*ABOUT THIS TASK*
Would you copy out the following entries exactly, without any of the pictures?

[Recorded data]
- Opening Delimiter -

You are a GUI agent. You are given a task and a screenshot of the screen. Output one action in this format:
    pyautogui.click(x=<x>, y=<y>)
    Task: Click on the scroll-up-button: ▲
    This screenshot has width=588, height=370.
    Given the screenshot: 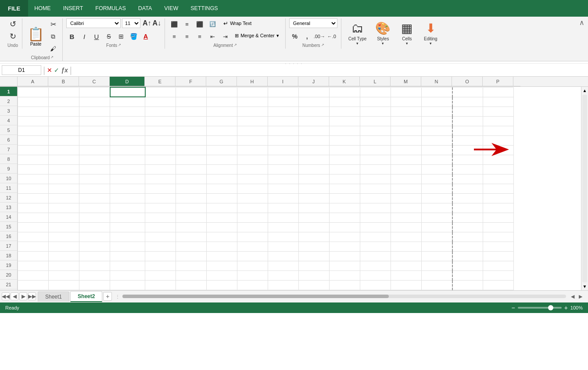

- Closing Delimiter -

*PROBLEM SOLUTION*
You are a GUI agent. You are given a task and a screenshot of the screen. Output one action in this format:
    pyautogui.click(x=<x>, y=<y>)
    Task: Click on the scroll-up-button: ▲
    This screenshot has width=588, height=370.
    Given the screenshot: 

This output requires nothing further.